HASAC: Energy Adaptive Secure Firmware Updates for Critical IoT Systems
摘要
Secure Firmware Over-The-Air (FOTA) updates are essential for Critical Infrastructure IoT (CI-IoT) devices, but impose severe energy costs on battery-powered nodes operating over Low Power Wide Area Networks such as NB-IoT. This paper presents HASAC (Hardware-Aware Segmented Authenticated Compression), a FOTA framework for resource-constrained IoT devices that minimises update energy by dynamically adapting cryptographic and compression strategies to device hardware capabilities and radio conditions. We implement HASAC on a Cortex-M33 platform and show that radio transmission and interconnect overhead account for more than 90% of the total update energy, while cryptographic computation contributes only a small fraction. We further demonstrate that on devices equipped with hardware security modules, AES-128-CCM achieves more than an order-of-magnitude improvement in throughput and energy efficiency compared to software implementations, even for small firmware segments. Building on these insights, HASAC dynamically selects between hardware-accelerated AES and software-optimised ChaCha20-Poly1305, and applies link-aware LZ4 compression only when it yields a positive energy return. Model-based evaluation demonstrates that, in deep coverage scenarios, HASAC reduces the total energy cost of secure firmware updates by up to 30% compared to conventional uncompressed baselines, reconciling strong security guarantees with long-term battery longevity.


WORK ORDER
The answer should contain every entry below, copied exactly.

DATA EXCERPTS
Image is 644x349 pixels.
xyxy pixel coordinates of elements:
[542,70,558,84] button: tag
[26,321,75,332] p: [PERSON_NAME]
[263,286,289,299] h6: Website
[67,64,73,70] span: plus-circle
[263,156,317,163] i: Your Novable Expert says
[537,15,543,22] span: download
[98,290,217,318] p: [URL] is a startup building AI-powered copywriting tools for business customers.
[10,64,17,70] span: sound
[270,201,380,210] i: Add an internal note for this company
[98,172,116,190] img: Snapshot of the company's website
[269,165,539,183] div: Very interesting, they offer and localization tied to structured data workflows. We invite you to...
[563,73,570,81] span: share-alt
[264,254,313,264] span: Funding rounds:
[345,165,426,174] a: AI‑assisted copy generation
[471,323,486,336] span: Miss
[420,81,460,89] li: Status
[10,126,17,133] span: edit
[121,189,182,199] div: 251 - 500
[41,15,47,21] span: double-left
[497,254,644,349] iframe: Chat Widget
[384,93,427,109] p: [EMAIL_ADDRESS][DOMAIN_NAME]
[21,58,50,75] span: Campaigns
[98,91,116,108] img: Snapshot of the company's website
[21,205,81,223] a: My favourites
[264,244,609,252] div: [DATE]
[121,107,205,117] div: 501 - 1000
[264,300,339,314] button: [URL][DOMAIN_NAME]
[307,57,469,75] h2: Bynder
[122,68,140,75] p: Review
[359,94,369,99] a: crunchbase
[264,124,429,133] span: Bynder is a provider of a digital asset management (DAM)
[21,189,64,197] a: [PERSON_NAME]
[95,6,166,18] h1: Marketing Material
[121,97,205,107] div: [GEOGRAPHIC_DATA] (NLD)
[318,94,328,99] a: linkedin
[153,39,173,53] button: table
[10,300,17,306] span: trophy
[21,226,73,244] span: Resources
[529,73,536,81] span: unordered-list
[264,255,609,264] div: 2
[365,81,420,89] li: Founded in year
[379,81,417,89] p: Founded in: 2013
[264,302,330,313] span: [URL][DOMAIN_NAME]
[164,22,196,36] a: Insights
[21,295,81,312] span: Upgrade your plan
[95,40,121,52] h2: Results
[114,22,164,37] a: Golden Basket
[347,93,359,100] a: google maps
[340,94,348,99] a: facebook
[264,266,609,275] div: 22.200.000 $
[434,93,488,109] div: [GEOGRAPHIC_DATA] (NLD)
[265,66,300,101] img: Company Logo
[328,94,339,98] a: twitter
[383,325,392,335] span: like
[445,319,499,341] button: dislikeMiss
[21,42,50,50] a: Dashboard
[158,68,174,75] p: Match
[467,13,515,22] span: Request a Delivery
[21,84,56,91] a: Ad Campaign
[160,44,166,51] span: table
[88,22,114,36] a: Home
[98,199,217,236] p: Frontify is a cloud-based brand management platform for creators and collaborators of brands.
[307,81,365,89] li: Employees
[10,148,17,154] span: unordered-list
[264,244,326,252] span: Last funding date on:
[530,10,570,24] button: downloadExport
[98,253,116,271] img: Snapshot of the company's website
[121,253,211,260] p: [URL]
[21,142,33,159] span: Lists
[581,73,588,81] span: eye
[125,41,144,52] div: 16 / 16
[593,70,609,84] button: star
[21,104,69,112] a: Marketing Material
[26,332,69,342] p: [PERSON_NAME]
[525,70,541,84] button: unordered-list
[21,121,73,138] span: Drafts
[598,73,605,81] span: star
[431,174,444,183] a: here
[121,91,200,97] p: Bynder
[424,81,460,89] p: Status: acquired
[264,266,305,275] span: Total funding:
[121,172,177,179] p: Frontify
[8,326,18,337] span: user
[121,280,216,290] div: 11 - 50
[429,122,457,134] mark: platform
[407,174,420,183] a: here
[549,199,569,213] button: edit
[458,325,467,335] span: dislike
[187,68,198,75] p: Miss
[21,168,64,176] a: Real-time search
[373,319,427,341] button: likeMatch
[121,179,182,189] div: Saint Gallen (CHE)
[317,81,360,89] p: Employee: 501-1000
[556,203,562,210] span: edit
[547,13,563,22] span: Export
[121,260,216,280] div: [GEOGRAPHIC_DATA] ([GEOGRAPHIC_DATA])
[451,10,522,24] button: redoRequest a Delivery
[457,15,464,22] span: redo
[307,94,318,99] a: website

ANSWER BOX
Image is 644x349 pixels.
xyxy pixel coordinates of elements:
[542,70,558,84] button: tag
[26,321,75,332] p: [PERSON_NAME]
[263,286,289,299] h6: Website
[67,64,73,70] span: plus-circle
[263,156,317,163] i: Your Novable Expert says
[537,15,543,22] span: download
[98,290,217,318] p: [URL] is a startup building AI-powered copywriting tools for business customers.
[10,64,17,70] span: sound
[270,201,380,210] i: Add an internal note for this company
[98,172,116,190] img: Snapshot of the company's website
[269,165,539,183] div: Very interesting, they offer and localization tied to structured data workflows. We invite you to...
[563,73,570,81] span: share-alt
[264,254,313,264] span: Funding rounds:
[345,165,426,174] a: AI‑assisted copy generation
[471,323,486,336] span: Miss
[420,81,460,89] li: Status
[10,126,17,133] span: edit
[121,189,182,199] div: 251 - 500
[41,15,47,21] span: double-left
[497,254,644,349] iframe: Chat Widget
[384,93,427,109] p: [EMAIL_ADDRESS][DOMAIN_NAME]
[21,58,50,75] span: Campaigns
[98,91,116,108] img: Snapshot of the company's website
[21,205,81,223] a: My favourites
[264,244,609,252] div: [DATE]
[121,107,205,117] div: 501 - 1000
[264,300,339,314] button: [URL][DOMAIN_NAME]
[307,57,469,75] h2: Bynder
[122,68,140,75] p: Review
[359,94,369,99] a: crunchbase
[264,124,429,133] span: Bynder is a provider of a digital asset management (DAM)
[21,189,64,197] a: [PERSON_NAME]
[95,6,166,18] h1: Marketing Material
[121,97,205,107] div: [GEOGRAPHIC_DATA] (NLD)
[318,94,328,99] a: linkedin
[153,39,173,53] button: table
[10,300,17,306] span: trophy
[21,226,73,244] span: Resources
[529,73,536,81] span: unordered-list
[264,255,609,264] div: 2
[365,81,420,89] li: Founded in year
[379,81,417,89] p: Founded in: 2013
[264,302,330,313] span: [URL][DOMAIN_NAME]
[164,22,196,36] a: Insights
[21,295,81,312] span: Upgrade your plan
[95,40,121,52] h2: Results
[114,22,164,37] a: Golden Basket
[347,93,359,100] a: google maps
[340,94,348,99] a: facebook
[264,266,609,275] div: 22.200.000 $
[434,93,488,109] div: [GEOGRAPHIC_DATA] (NLD)
[265,66,300,101] img: Company Logo
[328,94,339,98] a: twitter
[383,325,392,335] span: like
[445,319,499,341] button: dislikeMiss
[21,42,50,50] a: Dashboard
[158,68,174,75] p: Match
[467,13,515,22] span: Request a Delivery
[21,84,56,91] a: Ad Campaign
[160,44,166,51] span: table
[88,22,114,36] a: Home
[98,199,217,236] p: Frontify is a cloud-based brand management platform for creators and collaborators of brands.
[307,81,365,89] li: Employees
[10,148,17,154] span: unordered-list
[264,244,326,252] span: Last funding date on:
[530,10,570,24] button: downloadExport
[98,253,116,271] img: Snapshot of the company's website
[121,253,211,260] p: [URL]
[21,142,33,159] span: Lists
[581,73,588,81] span: eye
[125,41,144,52] div: 16 / 16
[593,70,609,84] button: star
[21,104,69,112] a: Marketing Material
[26,332,69,342] p: [PERSON_NAME]
[525,70,541,84] button: unordered-list
[21,121,73,138] span: Drafts
[598,73,605,81] span: star
[431,174,444,183] a: here
[121,91,200,97] p: Bynder
[424,81,460,89] p: Status: acquired
[264,266,305,275] span: Total funding:
[121,172,177,179] p: Frontify
[8,326,18,337] span: user
[121,280,216,290] div: 11 - 50
[429,122,457,134] mark: platform
[407,174,420,183] a: here
[549,199,569,213] button: edit
[458,325,467,335] span: dislike
[187,68,198,75] p: Miss
[21,168,64,176] a: Real-time search
[373,319,427,341] button: likeMatch
[121,179,182,189] div: Saint Gallen (CHE)
[317,81,360,89] p: Employee: 501-1000
[556,203,562,210] span: edit
[547,13,563,22] span: Export
[121,260,216,280] div: [GEOGRAPHIC_DATA] ([GEOGRAPHIC_DATA])
[451,10,522,24] button: redoRequest a Delivery
[457,15,464,22] span: redo
[307,94,318,99] a: website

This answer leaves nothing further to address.